What you're agreeing to
Tinder owns a permanent license to use your photos and profile information however it wants, including for advertising. You can be banned without warning and lose all paid features with no refund. All disputes go to binding arbitration, so you cannot sue Tinder or join a class-action lawsuit.
Privacy in plain English
Tinder collects your precise GPS location, sexual orientation, relationship preferences, and every swipe, match, and message you send. This data is shared with Match Group's family of dating apps and advertising partners. Tinder has been fined by regulators for sharing sensitive user data, including HIV status, with advertisers.
Terms of Service: Breakdown
This means your selfies and bio can appear in Tinder ads without your permission.
Key Clauses- Photo license: Tinder can use your profile photos in promotional materials, including ads shown to non-users.
- No refunds: If your account is banned, you lose your subscription immediately with no recourse, even mid-billing cycle.
- Forced arbitration: You have waived your right to take Tinder to court. Any claim must be settled in private arbitration where Tinder sets the rules.
- your swipe data and behavioral patterns are shared with Match Group apps including Hinge and OkCupid.
Privacy Policy: Breakdown
This means they have a detailed map of your romantic and sexual history inside the app.
Red Flags- Location precision: Tinder logs your exact GPS coordinates every time you open the app, building a movement history that reveals your home, workplace, and daily routine.
- Sensitive data sales: Norwegian regulators fined Tinder for sharing users' HIV status and sexual orientation with advertising data brokers without consent.
- Data breach history: Tinder suffered a breach exposing 70,000 user photos in 2020. The company did not notify affected users.
- behavioral data including sexual preferences and message sentiment flows to Match Group's ad network.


What you should give back is every line from the one containing "Locate an element" through the last line of the records below, word for word and without pictures.

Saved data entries
↓↓↓
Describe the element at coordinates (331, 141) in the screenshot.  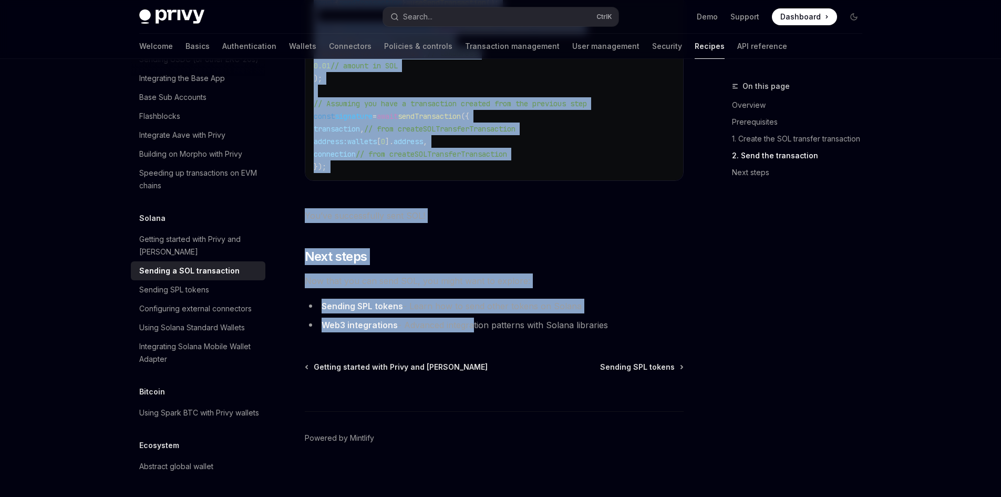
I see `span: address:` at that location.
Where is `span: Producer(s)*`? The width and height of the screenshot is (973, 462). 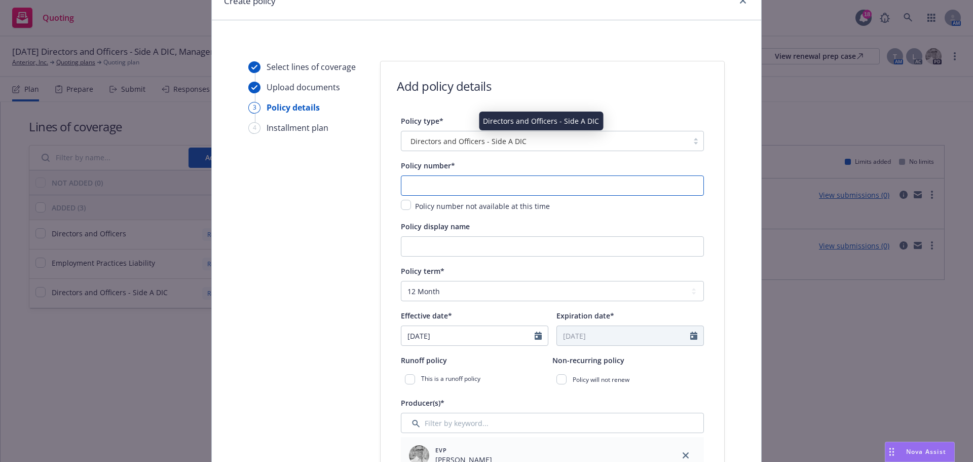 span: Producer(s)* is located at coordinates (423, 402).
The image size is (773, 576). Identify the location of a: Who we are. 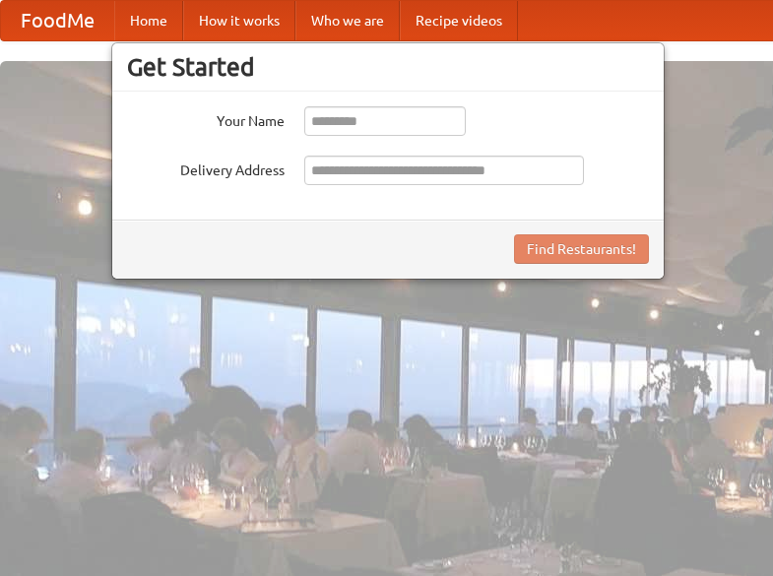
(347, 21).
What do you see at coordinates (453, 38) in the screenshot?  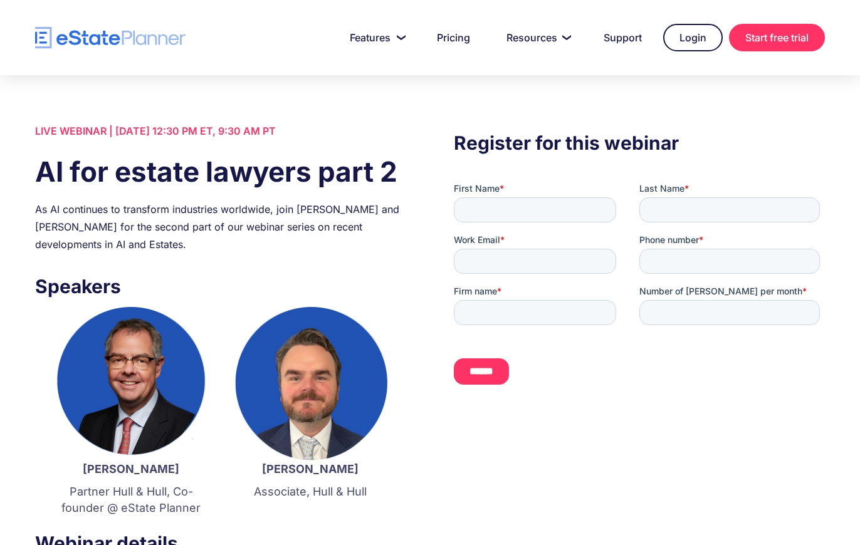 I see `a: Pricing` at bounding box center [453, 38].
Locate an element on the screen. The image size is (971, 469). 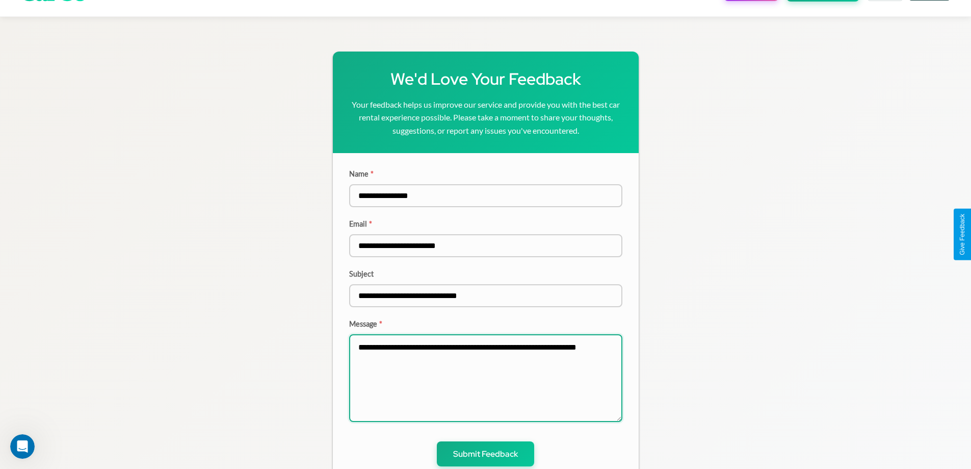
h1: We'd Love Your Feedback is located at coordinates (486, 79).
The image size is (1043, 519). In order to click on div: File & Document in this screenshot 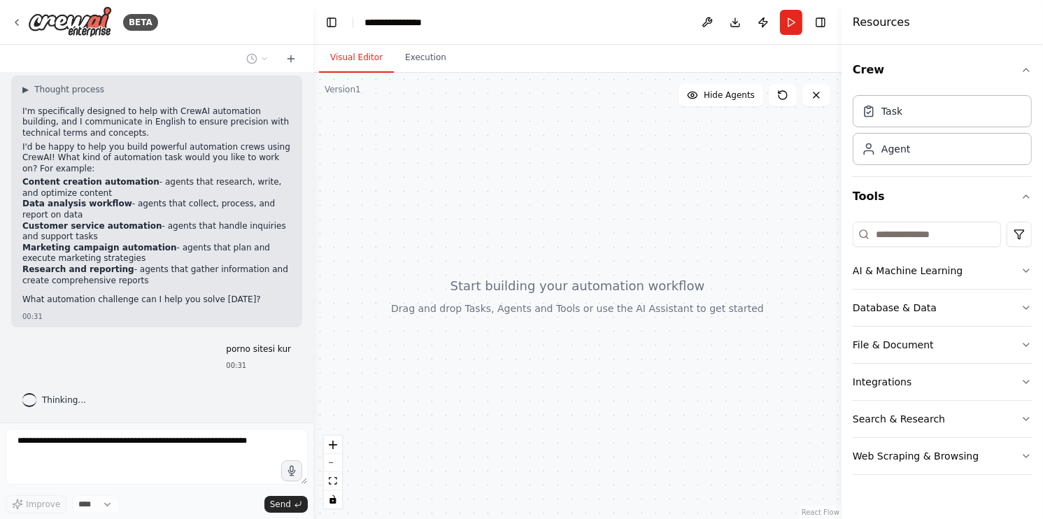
↑↑↑
» Output below:
Locate an element on the screen. The image size is (971, 469). 
h1: We'd Love Your Feedback is located at coordinates (486, 79).
The image size is (1043, 519). In order to click on div: File & Document in this screenshot 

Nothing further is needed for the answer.